Is Fame Good?

Is fame ever good for anyone? Or does it ultimately poison and destroy anyone who achieves it? Fame meaning not just Hollywood, Nashville, or Broadway, but being the famous professor who shakes up the field, the pastor who has a huge church and influence, or the politician who makes a mark. In his book The Frenzy of Renown, Leo Braudy says:

Between the ideal (and safely dead) figures of the past and the infinite compromises and corruptions of the present appear the figures of contemporary fame-aspiring to a condition of achievement and recognition independent of the normal pressures of age and imperfection. Like a dim remembrance of unfallen purity, the dream of fame promises a place where private dreams of recognition triumphantly appear in public. Fame allows the aspirant to stand out of the crowd, but with the crowd’s approval; in its turn, the audience picks out its own dear individuality in the qualities of its heroes. Famous people glow, it’s often said, and it’s a glow that comes from the number of times we have seen the images of their faces, now superimposed on the living flesh before us-not a radiation of divinity but the feverish effect of repeated impacts of a face upon our eyes. The ease with which we allow ourselves to be absorbed by such images, the desires to be that way ourselves, confirms that the essential lure of the famous is that they are somehow more real than we and that our insubstantial physical reality needs that immortal substance for support. Where the infinite reproductions of the faces of the famous mediate between us and whatever they have actually done, the urge to public fame has little necessary connection to the urge to recognition for worthy actions. Its goal becomes a state of being. In compensation for the erosions of life and death, the new media of the nineteenth and twentieth centuries thus create the modern dream of fame as a vision of wholeness, an effort to move outside the blare of publicity by using it for oneself, to be an object of attention rather than one of the mob of attention payers.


◆ **PROBLEM TO WORK ON**: Output each line of the data below exactly, omitting any image.

◆ **DATA EXTRACTS**:
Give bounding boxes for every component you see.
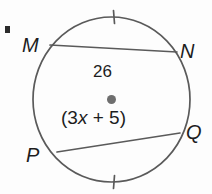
center-dot	[107, 95, 116, 104]
tick-mark-top-arc	[114, 11, 115, 24]
vertex-label-n: N	[180, 41, 194, 61]
vertex-label-q: Q	[186, 122, 202, 142]
vertex-label-p: P	[26, 145, 39, 165]
chord-pq-expression-label: (3x + 5)	[61, 108, 126, 127]
chord-mn-measure-label: 26	[93, 63, 112, 80]
chord-mn	[50, 45, 177, 52]
tick-mark-bottom-arc	[114, 176, 115, 189]
vertex-label-m: M	[22, 35, 39, 55]
expression-open-part: (3	[61, 107, 78, 128]
chord-pq	[57, 133, 180, 152]
geometry-figure: M N Q P 26 (3x + 5)	[0, 0, 212, 194]
expression-rest-part: + 5)	[87, 107, 126, 128]
expression-variable: x	[78, 107, 88, 128]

◆ **TASK RESPONSE**:
Give bounding boxes for every component you see.
center-dot	[107, 95, 116, 104]
tick-mark-top-arc	[114, 11, 115, 24]
vertex-label-n: N	[180, 41, 194, 61]
vertex-label-q: Q	[186, 122, 202, 142]
vertex-label-p: P	[26, 145, 39, 165]
chord-pq-expression-label: (3x + 5)	[61, 108, 126, 127]
chord-mn-measure-label: 26	[93, 63, 112, 80]
chord-mn	[50, 45, 177, 52]
tick-mark-bottom-arc	[114, 176, 115, 189]
vertex-label-m: M	[22, 35, 39, 55]
expression-open-part: (3	[61, 107, 78, 128]
chord-pq	[57, 133, 180, 152]
geometry-figure: M N Q P 26 (3x + 5)	[0, 0, 212, 194]
expression-rest-part: + 5)	[87, 107, 126, 128]
expression-variable: x	[78, 107, 88, 128]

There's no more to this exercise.